During Nurses Week, the medical community formally acknowledges and celebrates the people that patients thank every day. Nurses are among our “everyday heroes.” They are tireless caretakers, helping us through times of great joy and of immense fear.
But our current system is wearing down our nurses, despite their personal motivation. Their everyday heroics have as much to do as overcoming administrative challenges and senseless process bottlenecks as caring for our ill. One-third of U.S. nurses report emotional exhaustion scores that indicate high burnout, stress, anxiety, emotional detachments and chronic fatigue. Burnout impacts patient care, cascades to other providers, and causes nurses to leave the profession.
Isn’t it time we helped our nurses save for the heroics for the moments they really matter?
Nurses are lifesavers
Simply put, nurses are lifesavers. On a day-to-day basis, they coordinate all aspects of patient care. In times of crisis, they are never the weak link but rather the strongest. Here are a few stories from recent emergencies that I found particularly inspiring:
- During the California wildfires, Julayne Smithson could see her neighborhood burning as she cared for a critical patient. During evacuation, she and her team manually bagged her patient, even while they pushed him, in his bed with all the monitors, through the parking lot to avoid fast-moving smoke and flames.
- In advance of Hurricane Irma, neonatal nurse Debbie Boudreaux coordinated the transport of NICU newborns from Corpus Christi to Ft. Worth to prevent them from harm.
- Lorisa Loy, was attending the Las Vegas concert when the shooting broke out. She pushed a wheelchair-bound concert-goer to safety, then spent the night transporting victims, even with a broken ankle.
The Cook Children’s team evacuating NICU infants in Corpus Christi. Photo: Courtesy of Cook Children’s
The Sutter Santa Rosa team evacuating critical patients. Photo: By Associated Press / NBC | Posted: Mon 12:08 PM, Oct 09, 2017
Stories, like these, of superhuman effort and commitment help us find the good in horrible moments.
It shouldn’t be this hard to be a hero
Nursing is hard work. So many little things add up to make it even harder for nurses to care for patients. They are often pulled from the bedside for medical audits, chart reviews, increased record-keeping and analysis of data and reports. Healthcare technology can pile on more work when it should streamline processes and remove the friction from the day-to-day….nurses spend a third of their time with the EHR(7). Bottom line: nurses shouldn’t have to use their superpowers for mundane operational tasks.
Health systems leaders need to find tools and support that make daily work smoother for nurses so they can focus on care. That’s where artificial intelligence-based solutions can help. Tools that reduce operational and administrative tasks, that deliver the information nurses need when they need it, so they can make better decisions in the moment it matters most. Health facilities will run more smoothly, patients will get better care and outcomes. Better support can help prevent burnout from our strongest caregivers, honoring the care provider while at the same time avoiding huge costs from turnover. Current estimates place the average cost of turnover of a nurse at $37,700-$58,400 and takes 85 days. At 17%+ turnover rate, nurse burnout can cost a hospital $5.2 million to $8.1 million annually in staffing loss.
At Qventus, we are grateful to nurses for the care they deliver to patients, families and co-workers, navigating the countless tasks that surround patient care. Our team is committed to working with health systems to simplify how healthcare operates, alleviating some of the operational burden, so nurses can use their super powers for people, not process.
- 2018 and Nurse Burnout, Med+Ed Web Solutions, 4/4/18. Causes of Nurse Burnout Med+Ed Web Solutions.
- Nursing Shortage Fact Sheet, American Association of Colleges of Nursing
- National Healthcare RN Retention Report 2016
- NPR.org 10/15/17.
- TheCut.com 8/30/17.
- Las Vegas Review Journal, 11/6/17.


▸ Prompt: The expected answer holds every line from the first line of the data below through the line containing "The width and", exactly as written, and no other line.

________________________________________

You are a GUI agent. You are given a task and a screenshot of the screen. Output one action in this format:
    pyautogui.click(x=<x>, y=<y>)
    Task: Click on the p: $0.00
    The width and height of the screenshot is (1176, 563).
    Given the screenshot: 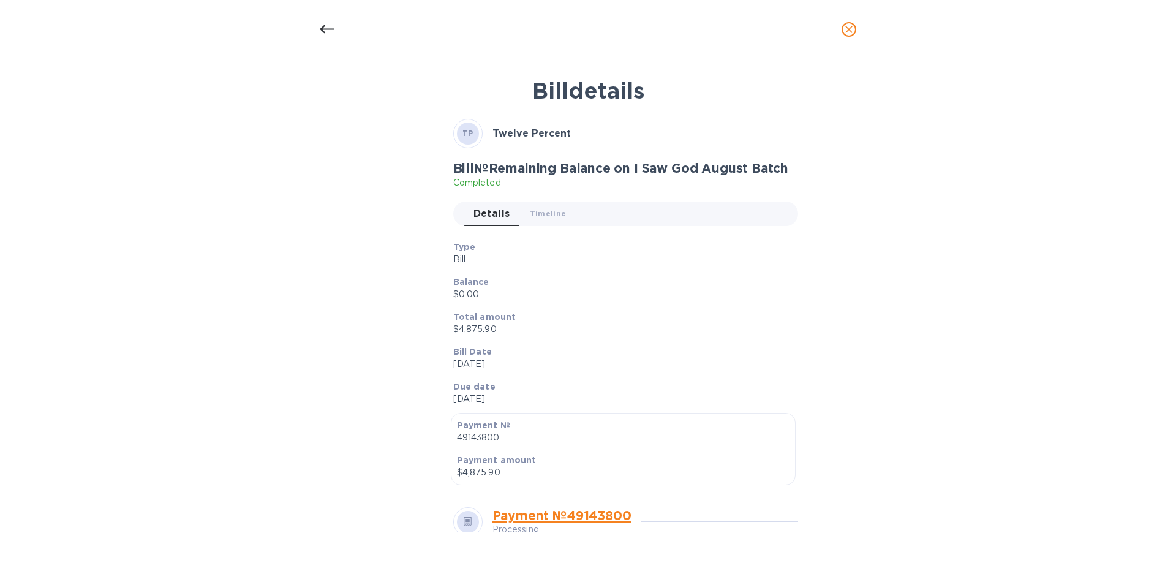 What is the action you would take?
    pyautogui.click(x=621, y=294)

________________________________________

▸ Answer to this problem:
You are a GUI agent. You are given a task and a screenshot of the screen. Output one action in this format:
    pyautogui.click(x=<x>, y=<y>)
    Task: Click on the p: $0.00
    The width and height of the screenshot is (1176, 563).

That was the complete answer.